Monday, Oct. 13, 1947
The Case of Professor Pancho
J. Frank Dobie is a maverick and a Texan. He can quote Wordsworth or Shelley at length--but he is also a he-man who once ran a 250,000-acre ranch. At the University of Texas, where he has taught for 28 years, Dobie likes to be called Professor Pancho. His lecture preambles--"Now, I'll tell you a little story of Liver-Eating Johnson . . ."--have delighted thousands of students. He refused to move into the new skyscraperish university tower. "It looks like a toothpick in a pie," he said, and opened an office in the oldest building on the campus.
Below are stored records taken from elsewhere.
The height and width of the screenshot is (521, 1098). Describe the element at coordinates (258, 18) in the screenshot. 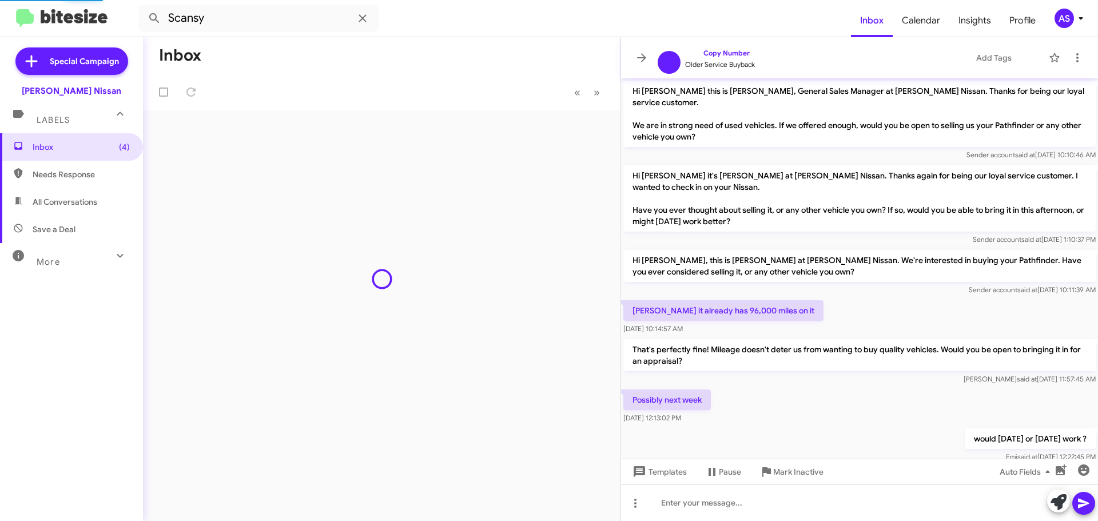

I see `input: Search` at that location.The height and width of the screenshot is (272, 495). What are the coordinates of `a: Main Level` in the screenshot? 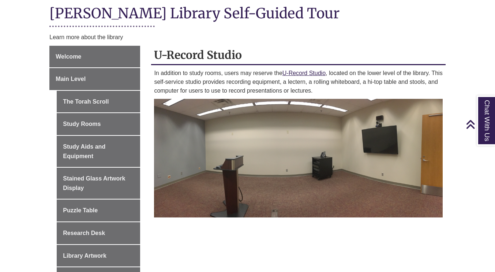 It's located at (95, 79).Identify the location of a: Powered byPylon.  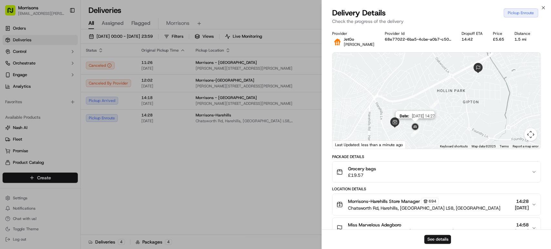
(62, 112).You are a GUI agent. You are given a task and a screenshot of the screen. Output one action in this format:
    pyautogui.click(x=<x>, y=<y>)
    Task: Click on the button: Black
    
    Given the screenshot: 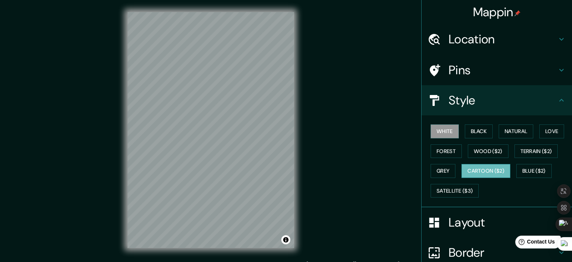 What is the action you would take?
    pyautogui.click(x=479, y=131)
There, surrounded by steer horns and bottles that once held "Judge" Roy Bean's beer, he wrote books of folklore that made him the Southwest's most raucously successful cultural historian ("The lies I tell are authentic"). On his door hung a sign: "Office Hours: Irregular."
Professor Pancho had other irregularities that Texas University's Board of Regents liked less. As friend and supporter of ex-President Homer Price Rainey, another maverick, he long ago earned the regents' enmity. Rainey refused to be bossed by the regents, would not remove John Dos Passos' U.S.A. from the library shelves, would not dismiss teachers whom the regents considered leftist. When Rainey was fired, three years ago, Frank Dobie told a Kiwanis meeting that "no self-respecting, able member of the present faculty would serve as president. But the regents will have no trouble finding a bootlicker or a quisling...." A few days later, the regents named Theophilus Shickel Painter, a mild-mannered zoology professor, as president. Governor Coke Stevenson told the regents that, if he were one of them, he would fire Dobie "without batting an eye."
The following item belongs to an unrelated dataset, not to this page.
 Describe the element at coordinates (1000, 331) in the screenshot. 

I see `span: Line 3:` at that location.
Tranquil with an If. President Painter didn't fire Dobie, but he did bat an eye. After his first year in office, he reported that everything was now tranquil on the campus, and that he would not tolerate "any further attempts on the part of individuals within our staff ... to besmirch the good reputation of the university." Dobie decided that that meant him. In the weekly Texas Spectator, he called Painter "a flunky of the Laval pattern."
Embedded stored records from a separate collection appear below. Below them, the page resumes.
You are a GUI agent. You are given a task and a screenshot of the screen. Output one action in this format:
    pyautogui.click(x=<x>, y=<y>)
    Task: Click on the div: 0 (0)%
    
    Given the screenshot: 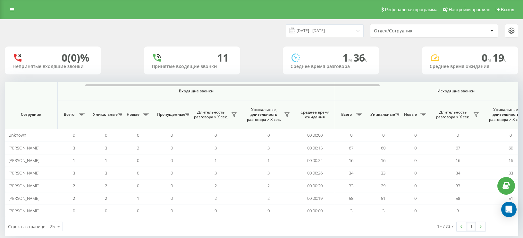 What is the action you would take?
    pyautogui.click(x=75, y=58)
    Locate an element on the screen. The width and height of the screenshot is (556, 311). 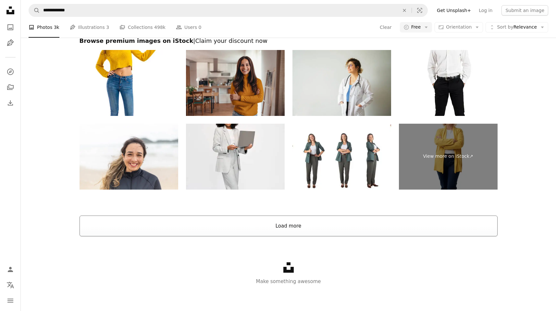
button: Language is located at coordinates (10, 285).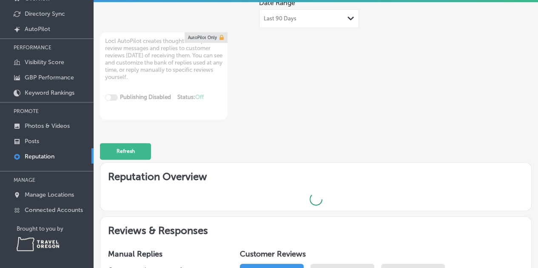 This screenshot has height=268, width=538. I want to click on h2: Reputation Overview, so click(315, 175). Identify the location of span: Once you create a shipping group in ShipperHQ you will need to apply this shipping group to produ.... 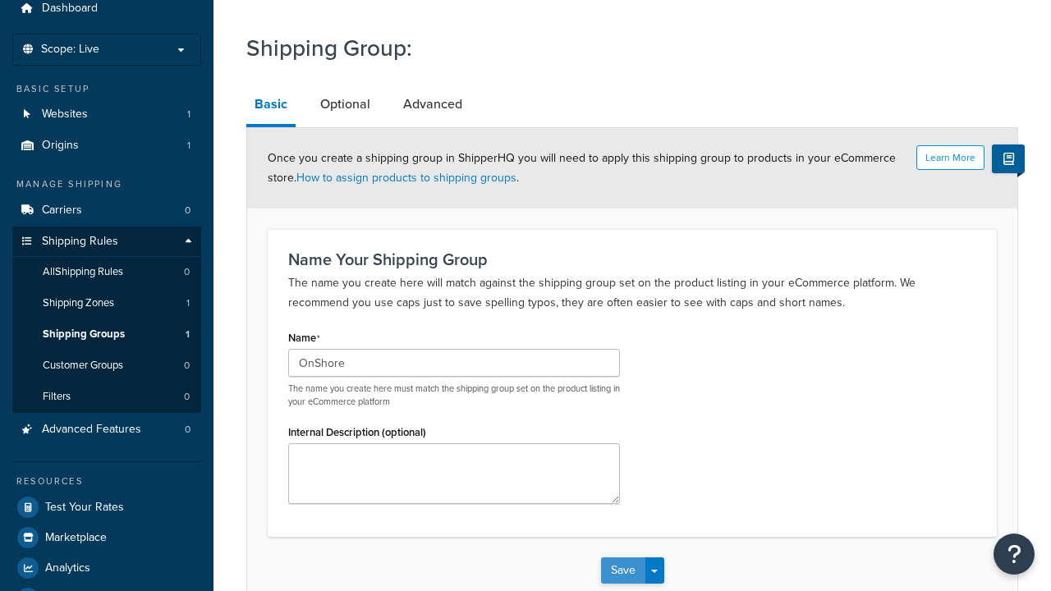
(582, 168).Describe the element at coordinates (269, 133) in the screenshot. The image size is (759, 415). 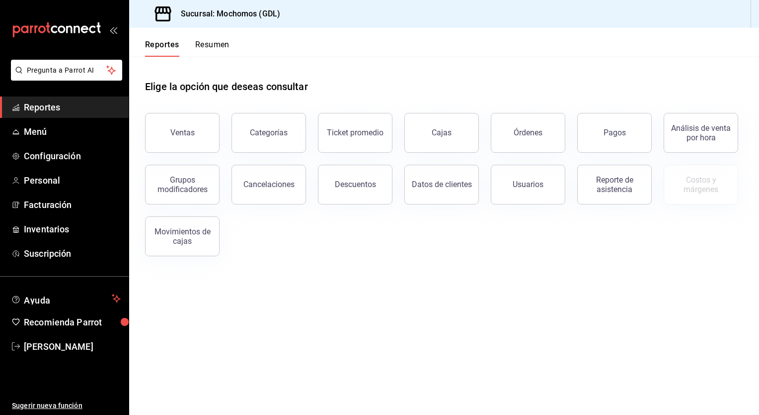
I see `button: Categorías` at that location.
Painter and the regents decided that Dobie must go. The problem was how to get rid of him, for he was the biggest name on the Texas campus. Finally, a way was found. For years, Dobie had taken leave without pay during the fall term to write, and to avoid the hay-fever season. This year, when he applied for leave as usual, Painter refused it, said he must stay on the job. No, said Dobie: hay fever "devastated" him. President Painter thereupon issued a statement: "By this action, Dobie's connection with the university has terminated. . . ."
Maverick in a Trap. Last week, 250 students organized a torchlight parade, marched to Professor Pancho's house to say goodbye. The university's respected Historian Walter Prescott Webb called upon Painter to rehire Dobie. "The truth of the matter," said he, "is that Mr. Dobie has walked with stubborn unconcern into a trap."
J. Frank Dobie kept unusually quiet, for him. He did say one thing: that he was writing a book about coyotes, and might have to include a discussion of the human branch of the species.